2.28.2017

not god (sic) enough

Even if a god offered to ghost write the poem the poet would demur.

2.27.2017

in the public square

A symbol monger. An image grinder. A diction trader. A rhetoric freak. A sound dog.

2.26.2017

written over

Critic, create an exegesis that exceeds the text.

2.25.2017

reality calling

In ordinary language words call up the reality, but when language is truly poetic, the reality calls up the words.

Joseph Joubert, Joubert: A Selection from His Thoughts (Dodd, Mead & Co., 1899), translated by Katharine Lyttelton.

2.24.2017

not beyond me

Poetry doesn’t need those disappointed poets who have stopped reading and writing poetry only because their work was never recognized.

2.23.2017

on the down low

Let’s keep poetry our secret. Otherwise the culture will only ruin it for us.

2.22.2017

sargeant major

With a glance at the page, the words started to fall into line and form ranks.

2.21.2017

hard reading

A poet of a taxing syntax.

2.20.2017

bhizzt phizzt

A typo is a language short circuit. It breaks and effectively ends the transmission as the reader’s mind struggles to create the proper connection.

2.19.2017

keep an animal

[The poet’s] tragedy is summed up in these word written in a private letter by a contemporary American poet: “For more than a month I have not been able to find time to write anything, and you know how heavy that is to a writer who feels all of youth lost to keep an animal.” Here is the animal, crying to be feed and warmed and housed. Here is the poet, who cannot rest from wanting to set down the bit of reality that he has been able to seize.

—Babette Deutsch, “The Plight of Poetry,” The American Mercury (May 1926)

2.18.2017

small window

He talked in those commonplaces of the workshop method, thus you could tell that everything he knew about poetry was learned in the couple of years he’d spent in a MFA program.

2.16.2017

not the breaking point

For all its effects, the only thing important about the linebreak is that it shouldn’t be where the reader stops reading.

2.15.2017

see-saw

The inverse ratio of heft of content to height of rhetoric.

2.14.2017

high notes

He only wanted to sing the arias.

2.13.2017

covenant of pathos

Stuck for a day in Chicago, I wandered over to The Art Institute of Chicago. (Not that anyone had to twist my arm.
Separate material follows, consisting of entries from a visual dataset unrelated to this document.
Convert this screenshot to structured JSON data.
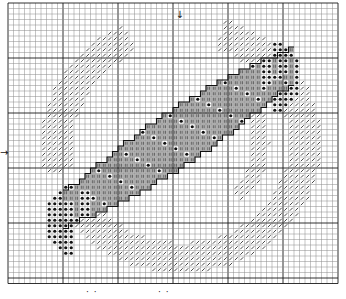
{
  "pattern": {
    "title": "Cross-stitch chart: tapered fish / streamer with crescent swirl",
    "grid": {
      "origin_x": 8,
      "origin_y": 3,
      "cell": 5.5,
      "cols": 60,
      "rows": 51,
      "major_every": 10,
      "minor_color": "#8a8a8a",
      "major_color": "#1a1a1a"
    },
    "colors": {
      "background": "#ffffff",
      "slash_symbol": "#333333",
      "body_fill": "#b8b8b8",
      "body_symbol": "#3a3a3a",
      "dot_symbol": "#111111",
      "outline": "#111111"
    },
    "symbols": {
      "slash": "diagonal-slash",
      "body": "double-bar",
      "dot": "filled-dot"
    },
    "center_markers": {
      "top": {
        "symbol": "↓",
        "col": 31
      },
      "left": {
        "symbol": "→",
        "row": 27
      }
    },
    "caption": {
      "left_mark": "·  ·",
      "right_mark": "· ·"
    }
  },
  "chart_data": {
    "type": "table",
    "legend": [
      {
        "symbol": "slash",
        "meaning": "light thread"
      },
      {
        "symbol": "double-bar",
        "meaning": "medium grey body"
      },
      {
        "symbol": "dot",
        "meaning": "dark fin thread"
      }
    ]
  }
}
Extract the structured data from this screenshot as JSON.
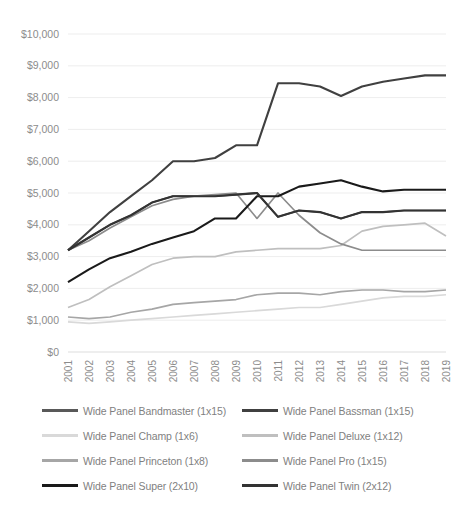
{
  "chart_data": {
    "type": "line",
    "title": "",
    "xlabel": "",
    "ylabel": "",
    "grid": true,
    "legend_position": "bottom",
    "ylim": [
      0,
      10000
    ],
    "ytick_labels": [
      "$10,000",
      "$9,000",
      "$8,000",
      "$7,000",
      "$6,000",
      "$5,000",
      "$4,000",
      "$3,000",
      "$2,000",
      "$1,000",
      "$0"
    ],
    "ytick_values": [
      10000,
      9000,
      8000,
      7000,
      6000,
      5000,
      4000,
      3000,
      2000,
      1000,
      0
    ],
    "categories": [
      "2001",
      "2002",
      "2003",
      "2004",
      "2005",
      "2006",
      "2007",
      "2008",
      "2009",
      "2010",
      "2011",
      "2012",
      "2013",
      "2014",
      "2015",
      "2016",
      "2017",
      "2018",
      "2019"
    ],
    "x": [
      2001,
      2002,
      2003,
      2004,
      2005,
      2006,
      2007,
      2008,
      2009,
      2010,
      2011,
      2012,
      2013,
      2014,
      2015,
      2016,
      2017,
      2018,
      2019
    ],
    "series": [
      {
        "name": "Wide Panel Bandmaster (1x15)",
        "color": "#595959",
        "values": [
          3200,
          3600,
          4000,
          4300,
          4700,
          4900,
          4900,
          4900,
          4950,
          5000,
          4250,
          4450,
          4400,
          4200,
          4400,
          4400,
          4450,
          4450,
          4450
        ]
      },
      {
        "name": "Wide Panel Bassman (1x15)",
        "color": "#404040",
        "values": [
          3200,
          3800,
          4400,
          4900,
          5400,
          6000,
          6000,
          6100,
          6500,
          6500,
          8450,
          8450,
          8350,
          8050,
          8350,
          8500,
          8600,
          8700,
          8700
        ]
      },
      {
        "name": "Wide Panel Champ (1x6)",
        "color": "#d9d9d9",
        "values": [
          950,
          900,
          950,
          1000,
          1050,
          1100,
          1150,
          1200,
          1250,
          1300,
          1350,
          1400,
          1400,
          1500,
          1600,
          1700,
          1750,
          1750,
          1800
        ]
      },
      {
        "name": "Wide Panel Deluxe (1x12)",
        "color": "#bfbfbf",
        "values": [
          1400,
          1650,
          2050,
          2400,
          2750,
          2950,
          3000,
          3000,
          3150,
          3200,
          3250,
          3250,
          3250,
          3350,
          3800,
          3950,
          4000,
          4050,
          3650
        ]
      },
      {
        "name": "Wide Panel Princeton (1x8)",
        "color": "#a6a6a6",
        "values": [
          1100,
          1050,
          1100,
          1250,
          1350,
          1500,
          1550,
          1600,
          1650,
          1800,
          1850,
          1850,
          1800,
          1900,
          1950,
          1950,
          1900,
          1900,
          1950
        ]
      },
      {
        "name": "Wide Panel Pro (1x15)",
        "color": "#8c8c8c",
        "values": [
          3200,
          3500,
          3900,
          4250,
          4600,
          4800,
          4900,
          4950,
          5000,
          4200,
          5000,
          4300,
          3750,
          3400,
          3200,
          3200,
          3200,
          3200,
          3200
        ]
      },
      {
        "name": "Wide Panel Super (2x10)",
        "color": "#1a1a1a",
        "values": [
          2200,
          2600,
          2950,
          3150,
          3400,
          3600,
          3800,
          4200,
          4200,
          4900,
          4900,
          5200,
          5300,
          5400,
          5200,
          5050,
          5100,
          5100,
          5100
        ]
      },
      {
        "name": "Wide Panel Twin (2x12)",
        "color": "#333333",
        "values": [
          3200,
          3600,
          4000,
          4300,
          4700,
          4900,
          4900,
          4900,
          4950,
          5000,
          4250,
          4450,
          4400,
          4200,
          4400,
          4400,
          4450,
          4450,
          4450
        ]
      }
    ]
  },
  "legend": {
    "items": [
      {
        "label": "Wide Panel Bandmaster (1x15)",
        "color": "#595959"
      },
      {
        "label": "Wide Panel Bassman (1x15)",
        "color": "#404040"
      },
      {
        "label": "Wide Panel Champ (1x6)",
        "color": "#d9d9d9"
      },
      {
        "label": "Wide Panel Deluxe (1x12)",
        "color": "#bfbfbf"
      },
      {
        "label": "Wide Panel Princeton (1x8)",
        "color": "#a6a6a6"
      },
      {
        "label": "Wide Panel Pro (1x15)",
        "color": "#8c8c8c"
      },
      {
        "label": "Wide Panel Super (2x10)",
        "color": "#1a1a1a"
      },
      {
        "label": "Wide Panel Twin (2x12)",
        "color": "#333333"
      }
    ]
  }
}
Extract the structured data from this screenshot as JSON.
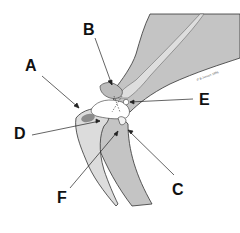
{
  "diagram": {
    "credit": "© B Jensen 1996",
    "labels": [
      {
        "id": "A",
        "text": "A",
        "x": 25,
        "y": 58
      },
      {
        "id": "B",
        "text": "B",
        "x": 83,
        "y": 22
      },
      {
        "id": "C",
        "text": "C",
        "x": 172,
        "y": 182
      },
      {
        "id": "D",
        "text": "D",
        "x": 14,
        "y": 134
      },
      {
        "id": "E",
        "text": "E",
        "x": 199,
        "y": 92
      },
      {
        "id": "F",
        "text": "F",
        "x": 57,
        "y": 190
      }
    ],
    "colors": {
      "bone_dark": "#b8b8b8",
      "bone_mid": "#c8c8c8",
      "bone_light": "#dcdcdc",
      "marrow": "#8c8c8c",
      "outline": "#333333",
      "background": "#ffffff"
    }
  }
}
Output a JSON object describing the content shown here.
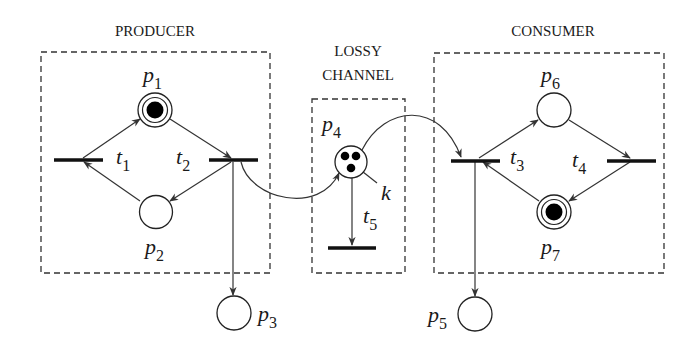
{
  "sections": {
    "producer": {
      "title": "PRODUCER"
    },
    "channel": {
      "title_line1": "LOSSY",
      "title_line2": "CHANNEL"
    },
    "consumer": {
      "title": "CONSUMER"
    }
  },
  "places": {
    "p1": {
      "base": "p",
      "sub": "1",
      "tokens": 1
    },
    "p2": {
      "base": "p",
      "sub": "2",
      "tokens": 0
    },
    "p3": {
      "base": "p",
      "sub": "3",
      "tokens": 0
    },
    "p4": {
      "base": "p",
      "sub": "4",
      "tokens": 3,
      "capacity_label": "k"
    },
    "p5": {
      "base": "p",
      "sub": "5",
      "tokens": 0
    },
    "p6": {
      "base": "p",
      "sub": "6",
      "tokens": 0
    },
    "p7": {
      "base": "p",
      "sub": "7",
      "tokens": 1
    }
  },
  "transitions": {
    "t1": {
      "base": "t",
      "sub": "1"
    },
    "t2": {
      "base": "t",
      "sub": "2"
    },
    "t3": {
      "base": "t",
      "sub": "3"
    },
    "t4": {
      "base": "t",
      "sub": "4"
    },
    "t5": {
      "base": "t",
      "sub": "5"
    }
  },
  "arcs": [
    {
      "from": "t1",
      "to": "p1"
    },
    {
      "from": "p1",
      "to": "t2"
    },
    {
      "from": "t2",
      "to": "p2"
    },
    {
      "from": "p2",
      "to": "t1"
    },
    {
      "from": "t2",
      "to": "p3"
    },
    {
      "from": "t2",
      "to": "p4"
    },
    {
      "from": "p4",
      "to": "t5"
    },
    {
      "from": "p4",
      "to": "t3"
    },
    {
      "from": "t3",
      "to": "p6"
    },
    {
      "from": "p6",
      "to": "t4"
    },
    {
      "from": "t4",
      "to": "p7"
    },
    {
      "from": "p7",
      "to": "t3"
    },
    {
      "from": "t3",
      "to": "p5"
    }
  ]
}
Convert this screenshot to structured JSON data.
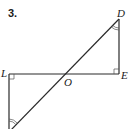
{
  "problem": {
    "number": "3."
  },
  "labels": {
    "D": "D",
    "E": "E",
    "L": "L",
    "O": "O"
  },
  "figure": {
    "points": {
      "D": [
        119,
        19
      ],
      "E": [
        119,
        74
      ],
      "L": [
        9,
        74
      ],
      "O": [
        68,
        74
      ],
      "bottom": [
        9,
        131
      ]
    },
    "segments": [
      [
        "D",
        "E"
      ],
      [
        "L",
        "E"
      ],
      [
        "D",
        "bottom"
      ],
      [
        "L",
        "bottom"
      ]
    ],
    "right_angles": [
      "L",
      "E"
    ],
    "congruent_angle_marks": [
      "D",
      "bottom"
    ],
    "colors": {
      "stroke": "#2a2a2a",
      "mark": "#555555",
      "background": "#ffffff"
    }
  }
}
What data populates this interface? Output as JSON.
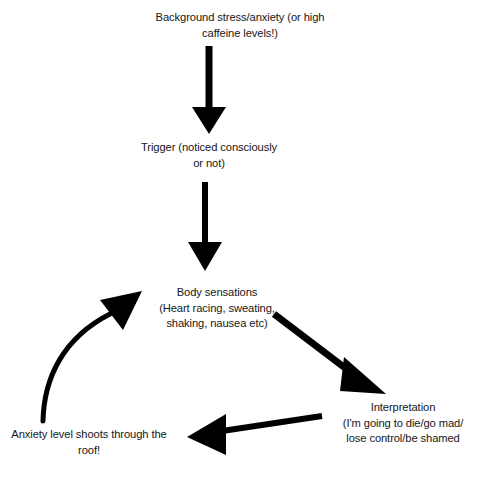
{
  "diagram": {
    "background_color": "#ffffff",
    "text_color": "#16171a",
    "arrow_color": "#000000",
    "nodes": [
      {
        "id": "background",
        "name": "background-stress",
        "text": "Background stress/anxiety (or high\ncaffeine levels!)"
      },
      {
        "id": "trigger",
        "name": "trigger",
        "text": "Trigger (noticed consciously\nor not)"
      },
      {
        "id": "body",
        "name": "body-sensations",
        "text": "Body sensations\n(Heart racing, sweating,\nshaking, nausea etc)"
      },
      {
        "id": "interpretation",
        "name": "interpretation",
        "text": "Interpretation\n(I'm going to die/go mad/\nlose control/be shamed"
      },
      {
        "id": "anxiety",
        "name": "anxiety-level",
        "text": "Anxiety level shoots through the\nroof!"
      }
    ],
    "connectors": [
      {
        "id": "arrow-1",
        "name": "arrow-background-to-trigger",
        "from": "background",
        "to": "trigger",
        "style": "straight-down"
      },
      {
        "id": "arrow-2",
        "name": "arrow-trigger-to-body",
        "from": "trigger",
        "to": "body",
        "style": "straight-down"
      },
      {
        "id": "arrow-3",
        "name": "arrow-body-to-interpretation",
        "from": "body",
        "to": "interpretation",
        "style": "diagonal-down-right"
      },
      {
        "id": "arrow-4",
        "name": "arrow-interpretation-to-anxiety",
        "from": "interpretation",
        "to": "anxiety",
        "style": "straight-left"
      },
      {
        "id": "arrow-5",
        "name": "arrow-anxiety-to-body",
        "from": "anxiety",
        "to": "body",
        "style": "curved-up-right"
      }
    ]
  }
}
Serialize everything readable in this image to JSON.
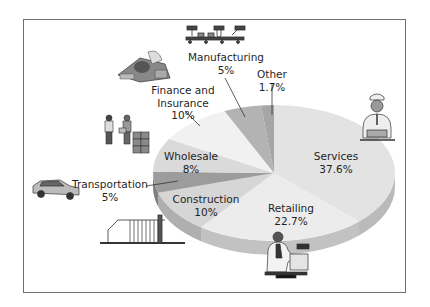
{
  "chart_data": {
    "type": "pie",
    "style": "3d-exploded-illustrated",
    "title": "",
    "categories": [
      "Services",
      "Retailing",
      "Construction",
      "Transportation",
      "Wholesale",
      "Finance and Insurance",
      "Manufacturing",
      "Other"
    ],
    "values": [
      37.6,
      22.7,
      10,
      5,
      8,
      10,
      5,
      1.7
    ],
    "unit": "%",
    "legend": "none (direct labels)",
    "labels": [
      {
        "name": "Services",
        "value": "37.6%"
      },
      {
        "name": "Retailing",
        "value": "22.7%"
      },
      {
        "name": "Construction",
        "value": "10%"
      },
      {
        "name": "Transportation",
        "value": "5%"
      },
      {
        "name": "Wholesale",
        "value": "8%"
      },
      {
        "name": "Finance and Insurance",
        "value": "10%"
      },
      {
        "name": "Manufacturing",
        "value": "5%"
      },
      {
        "name": "Other",
        "value": "1.7%"
      }
    ]
  },
  "labels": {
    "services": {
      "name": "Services",
      "value": "37.6%"
    },
    "retailing": {
      "name": "Retailing",
      "value": "22.7%"
    },
    "construction": {
      "name": "Construction",
      "value": "10%"
    },
    "transportation": {
      "name": "Transportation",
      "value": "5%"
    },
    "wholesale": {
      "name": "Wholesale",
      "value": "8%"
    },
    "finance": {
      "line1": "Finance and",
      "line2": "Insurance",
      "value": "10%"
    },
    "manufacturing": {
      "name": "Manufacturing",
      "value": "5%"
    },
    "other": {
      "name": "Other",
      "value": "1.7%"
    }
  },
  "colors": {
    "services": "#e3e3e3",
    "retailing": "#ececec",
    "construction": "#d6d6d6",
    "transportation": "#9c9c9c",
    "wholesale": "#dadada",
    "finance": "#f1f1f1",
    "manufacturing": "#b3b3b3",
    "other": "#a6a6a6",
    "frame": "#6e6e6e"
  },
  "illustrations": [
    "manufacturing-conveyor-icon",
    "money-pile-icon",
    "wholesale-workers-boxes-icon",
    "taxi-car-icon",
    "house-frame-icon",
    "service-worker-icon",
    "retail-cashier-icon"
  ]
}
We're talking about visiting one of the great museums of the world.) In the Modern wing I happened upon an unattractive though clearly expressionistic portrait by Ludwig Meidner. The label stated this:

Though perhaps best known for his visionary, apocalyptic landscapes, Ludwig Meidner, like many German Expressionists, used portraiture to explore the inner emotional life of his subjects. "Do not be afraid of the face of a human being," Meidner once said. "Don’t let your pen stop until the soul of that one opposite you is wedded to yours in a covenant of pathos." In addition to making self-portraits, Meidner painted many of Berlin’s literati, including the Expressionist poet and theater critic Max Herrmann-Neisse. The artist used the thick paint, energetic brushwork, and distorted form characteristic of Expressionist painting to communicate his subject’s inner vitality and psychological life.

2.10.2017

no line drawn

The prose poet willingly risks even the genre for the good of the poem.

2.08.2017

arrival point

To think of the poem’s end as being an arrival.

2.07.2017

flightless bird

So many feathers and sequins, the piece sagged under the weight of its costume.

2.02.2017

dead end or avenue

People think that many poems are hard to read because of the vocabulary, proper names, lacunae, allusions, etc., things they don’t readily recognize. That’s not a difficulty, that’s an opportunity to explore new avenues of understanding.